I move to face him, eyes open again, smiling with possibility, glad for a good excuse to be awake. I’ll just be tired tomorrow—today. It’s happened before. And it’s not every night your engagement goes public. I expect Josh to reach out for me, but his expression is—concerned? And why are his glasses back on? My Josh-radar pings into the red.
“What?” I ask. “What’s wrong?”
“Can you keep a secret?” he says. He’s still on his back, hands clasped over his chest, head turned to watch me.
I sit up, yanking the comforter over me, and twist around to look down on him, assessing. I hate secrets. The reporter half of my brain is pitching out disaster scenarios faster than I can bat them away.
Can I keep a secret? What kind of a question is that?
“Um, keeping a secret, that’s the reporter’s credo, right?” I smile, trying for adorable-cheerful. Maybe I’ve misread his mood. I squint at the digital alarm clock. It’s hard to be perceptive at 3:34 a.m. “Confidential sources stay
confidential? And hey, I didn’t call Maysie to tell her about the engagement, how about that? If I can keep our news from my own best friend?”
Josh isn’t laughing. He scoots up, back to headboard, grabbing his half of the comforter. “It’s Bexter,” he says. He leans over, gives me a quick kiss. “I’m sorry, sweets, to be distracted. Tonight, especially. But you know Dorothy Wirt? The Head’s assistant?”

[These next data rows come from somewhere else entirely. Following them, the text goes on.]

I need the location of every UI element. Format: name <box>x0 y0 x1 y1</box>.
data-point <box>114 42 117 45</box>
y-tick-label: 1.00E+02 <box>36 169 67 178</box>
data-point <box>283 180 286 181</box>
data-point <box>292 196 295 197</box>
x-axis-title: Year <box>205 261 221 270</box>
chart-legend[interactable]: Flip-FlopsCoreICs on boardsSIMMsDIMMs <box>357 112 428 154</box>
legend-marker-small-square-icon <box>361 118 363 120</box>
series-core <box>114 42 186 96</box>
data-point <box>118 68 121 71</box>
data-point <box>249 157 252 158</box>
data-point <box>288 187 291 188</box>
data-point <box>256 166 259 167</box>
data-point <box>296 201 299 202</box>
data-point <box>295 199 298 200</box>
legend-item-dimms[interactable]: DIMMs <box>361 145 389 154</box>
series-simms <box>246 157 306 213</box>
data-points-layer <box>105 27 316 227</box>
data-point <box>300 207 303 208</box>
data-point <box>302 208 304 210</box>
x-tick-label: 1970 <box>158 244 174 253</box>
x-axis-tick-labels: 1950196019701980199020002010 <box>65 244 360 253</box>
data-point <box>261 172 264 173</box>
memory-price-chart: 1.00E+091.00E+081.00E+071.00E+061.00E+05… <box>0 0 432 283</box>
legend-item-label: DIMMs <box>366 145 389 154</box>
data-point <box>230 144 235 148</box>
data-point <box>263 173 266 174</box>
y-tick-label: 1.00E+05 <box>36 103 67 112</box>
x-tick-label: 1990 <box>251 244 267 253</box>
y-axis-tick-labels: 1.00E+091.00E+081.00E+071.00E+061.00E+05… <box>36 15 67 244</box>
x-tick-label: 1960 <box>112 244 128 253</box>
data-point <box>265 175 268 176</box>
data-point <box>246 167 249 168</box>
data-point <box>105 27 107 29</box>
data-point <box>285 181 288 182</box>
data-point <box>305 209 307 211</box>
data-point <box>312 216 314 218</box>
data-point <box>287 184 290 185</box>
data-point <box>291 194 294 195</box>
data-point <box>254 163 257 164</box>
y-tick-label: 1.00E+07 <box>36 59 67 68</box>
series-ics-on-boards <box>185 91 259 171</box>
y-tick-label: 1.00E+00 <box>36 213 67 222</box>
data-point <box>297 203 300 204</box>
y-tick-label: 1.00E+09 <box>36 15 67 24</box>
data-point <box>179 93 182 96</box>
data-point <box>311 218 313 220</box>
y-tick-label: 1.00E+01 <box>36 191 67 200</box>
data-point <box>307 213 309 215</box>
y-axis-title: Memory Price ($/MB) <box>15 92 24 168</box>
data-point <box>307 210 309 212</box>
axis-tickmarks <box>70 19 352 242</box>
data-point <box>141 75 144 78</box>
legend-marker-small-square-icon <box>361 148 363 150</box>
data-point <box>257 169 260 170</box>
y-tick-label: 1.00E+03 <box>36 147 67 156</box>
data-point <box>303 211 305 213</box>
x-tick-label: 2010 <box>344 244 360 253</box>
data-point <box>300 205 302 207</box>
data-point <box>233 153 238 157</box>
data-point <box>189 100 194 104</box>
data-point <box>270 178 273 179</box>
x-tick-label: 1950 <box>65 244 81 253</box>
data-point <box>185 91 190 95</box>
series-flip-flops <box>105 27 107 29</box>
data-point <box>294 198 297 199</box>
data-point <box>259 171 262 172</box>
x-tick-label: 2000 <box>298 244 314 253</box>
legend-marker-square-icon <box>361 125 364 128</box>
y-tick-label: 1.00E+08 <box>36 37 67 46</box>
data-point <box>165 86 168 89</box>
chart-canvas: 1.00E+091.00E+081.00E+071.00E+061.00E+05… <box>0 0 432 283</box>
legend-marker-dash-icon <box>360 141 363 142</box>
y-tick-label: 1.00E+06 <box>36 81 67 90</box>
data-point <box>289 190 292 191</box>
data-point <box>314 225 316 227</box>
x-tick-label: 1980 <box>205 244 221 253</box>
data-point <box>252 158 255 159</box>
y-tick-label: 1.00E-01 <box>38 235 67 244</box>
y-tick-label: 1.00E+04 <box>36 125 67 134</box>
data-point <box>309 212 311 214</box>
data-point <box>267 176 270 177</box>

I nod. Josh tells me she’s such a snoop, he secretly calls her Miss Marple. Gray hair, cardigans with brooch. A mental pack rat. Organized as a dictionary.
“Well, the Head and I found her at her desk a few days ago. Crying.” He blinks, remembering.
“She was in tears. Inconsolable. It took a lot of convincing, but she finally told us she’s been getting some pretty disturbing phone calls. She didn’t want to tell, she insisted, didn’t want to ‘alarm’ the Head. I mean, I think it’s more alarming that she tried to keep it to herself.”
Josh holds up a hand. Stopping his own story.
“She may have a point,” he says, sighing. “It could be the first of this year’s Bexter senior pranks. But Dorothy told us someone called Bexter and, using an obviously disguised voice, asked, ‘Do you know where your children are?’ That must be a student. It’s so ridiculous. Clichéd. Right from some made-for-TV movie. Maybe it’s nothing.”
“I don’t know, Josh,” I say, mulling it over. My sleep-deprived brain is beginning to churn. It’s clearly not nothing. “All those Bexter students with rich and famous parents. Doesn’t Headmaster Forrestal want to call in the police? Even the FBI? Isn’t there caller ID? A pattern to the calls? To the timing? What about the parents?”
Now I’m wide-awake. Penny. Bexter. “And hey—I’m a parent. Or will be, soon. And you are, too.”
“Nope. Nothing.” His hands smooth the comforter in front of him. Again. And again.
I’m confused. “Nothing what?”
“No pattern. No caller ID. Sometimes there’s no one on the line at all, Dorothy says. The number is blocked so it doesn’t come up on caller ID. And no to the cops, too. The Head is insisting. He says, since there are no specifics, there’s nothing to investigate. ‘It’s not like it’s a bomb threat.’ In that voice of his.” He raises his eyebrows, miming an aloof demeanor.